The three zero-days span a range of severity. One involves a Windows privilege escalation flaw that was already being discussed in the wild. A separate disclosure that got its own headlines: a researcher known as Nightmare Eclipse had a notably public feud with Microsoft about responsible disclosure timelines, and the patch for at least one of their reported flaws appears to have landed in this batch. The dynamic — researcher going loud, vendor scrambling — is a reminder that the coordination between finders and fixers is still far from smooth.

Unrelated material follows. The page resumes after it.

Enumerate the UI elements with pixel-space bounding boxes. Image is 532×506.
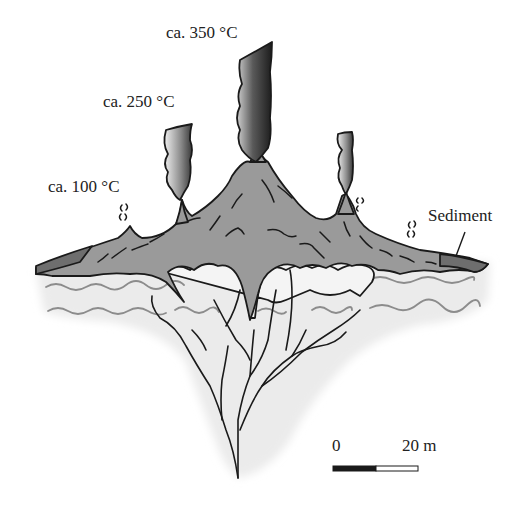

But Microsoft wasn't the only one shipping urgent fixes. Google issued an emergency update for Chrome addressing CVE-2026-11645, an out-of-bounds memory access bug in V8 — Chrome's JavaScript engine — that's already being exploited in the wild. This is Chrome's fifth exploited zero-day of 2026. Google paid the discovering researcher a $55,000 bounty. The fix is in Chrome 149.0.7827.103; if you haven't restarted your browser recently, you're probably still running a vulnerable version. Chrome is ubiquitous across Australian enterprise desktops and consumer devices alike.
Veeam also joined the party, patching CVE-2026-44963, a remote code execution flaw in Backup & Replication with a CVSS score of 9.4. Any authenticated domain user could exploit it to run arbitrary code on the backup server. Backup servers are crown-jewel infrastructure — they're what organisations reach for when ransomware hits. A compromised backup server turns a bad day into a catastrophic one. Veeam has been a recurring ransomware target for years; patches here should be treated as drop-everything urgent. Australian organisations using Veeam in domain-joined environments — extremely common across enterprise and government — should prioritise this immediately.

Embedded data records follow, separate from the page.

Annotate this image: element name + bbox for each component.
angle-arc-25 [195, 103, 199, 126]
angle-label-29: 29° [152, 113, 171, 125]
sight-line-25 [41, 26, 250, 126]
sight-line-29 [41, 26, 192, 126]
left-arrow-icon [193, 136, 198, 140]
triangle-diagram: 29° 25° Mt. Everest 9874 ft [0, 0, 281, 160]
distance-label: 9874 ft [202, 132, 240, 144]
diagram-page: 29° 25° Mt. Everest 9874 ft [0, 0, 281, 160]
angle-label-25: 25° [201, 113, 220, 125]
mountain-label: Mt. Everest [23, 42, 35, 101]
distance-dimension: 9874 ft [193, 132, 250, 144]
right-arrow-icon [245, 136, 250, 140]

SAP also patched 15 vulnerabilities, four of them critical, affecting NetWeaver and Commerce Cloud. NetWeaver in particular has been a persistent target for nation-state actors this year, and SAP environments tend to sit at the heart of enterprise finance and supply chain operations.
Adobe rounded out patch day with fixes for 123 vulnerabilities across its portfolio, nearly half of them in Experience Manager — Adobe's enterprise web content platform. Arbitrary code execution bugs in a platform that sits on public-facing web infrastructure deserve immediate attention.

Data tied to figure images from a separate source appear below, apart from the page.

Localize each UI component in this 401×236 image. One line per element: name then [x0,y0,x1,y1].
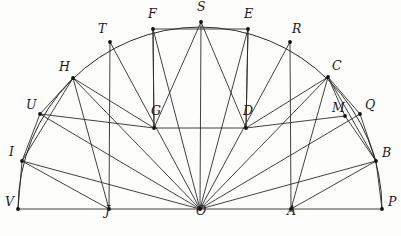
point-R [288,40,292,44]
point-label-D: D [243,105,253,118]
point-label-I: I [9,146,14,159]
point-label-T: T [98,23,106,36]
point-label-Q: Q [365,99,375,112]
chord-IJ [22,161,109,209]
point-label-U: U [26,99,37,112]
point-label-V: V [5,196,14,209]
point-label-E: E [244,8,253,21]
point-V [16,207,20,211]
point-label-P: P [388,196,396,209]
point-label-F: F [148,8,157,21]
chord-UG [40,114,154,128]
point-U [38,112,42,116]
point-H [71,76,75,80]
point-label-A: A [287,205,296,218]
segments-layer [18,22,382,209]
radius-OC [200,77,328,209]
point-C [326,75,330,79]
point-label-J: J [105,205,110,218]
point-label-R: R [292,23,301,36]
chord-HG [73,78,154,128]
chord-MD [246,116,345,128]
point-P [380,207,384,211]
point-G [152,126,156,130]
point-label-O: O [196,205,206,218]
chord-TJ [109,42,110,209]
point-label-C: C [332,60,342,73]
point-B [374,159,378,163]
point-E [246,27,250,31]
chord-CB [328,77,376,161]
chord-GS [154,22,201,128]
point-Q [358,112,362,116]
chord-BA [291,161,376,209]
point-label-B: B [382,147,391,160]
point-label-M: M [332,102,345,115]
chord-HJ [73,78,109,209]
point-S [199,20,203,24]
geometry-figure: VIUHTFSERCQBPJOAGDM [0,0,401,236]
radius-OH [73,78,200,209]
radius-OE [200,29,248,209]
point-I [20,159,24,163]
chord-UI [22,114,40,161]
point-D [244,126,248,130]
radius-OB [200,161,376,209]
radius-OF [153,29,200,209]
point-T [108,40,112,44]
point-label-S: S [197,1,206,14]
radius-OS [200,22,201,209]
point-label-H: H [59,61,70,74]
chord-SD [201,22,246,128]
point-F [151,27,155,31]
geometry-canvas [0,0,401,236]
point-label-G: G [151,105,161,118]
radius-OI [22,161,200,209]
chord-HI [22,78,73,161]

The volume here is genuinely worrying in aggregate. CyberScoop noted fears about a "roaring flood of error-riddled software" materialising — and this patch cycle looks like evidence of that. The same AI-assisted vulnerability discovery tools that help defenders find bugs faster are also accelerating the pace at which offensive researchers and threat actors locate them. The patch window — the time between a fix being available and attackers weaponising the vulnerability — is shrinking.
What to do: Prioritise the Chrome update (browser restart, now), Veeam Backup & Replication (patch before the weekend), and the three Microsoft zero-days. SAP NetWeaver follows closely. If your organisation uses Check Point VPN products, CISA has given US federal agencies just 72 hours to patch a separate authentication bypass being actively used by Qilin ransomware affiliates — treat that timeline as a reasonable benchmark regardless of jurisdiction.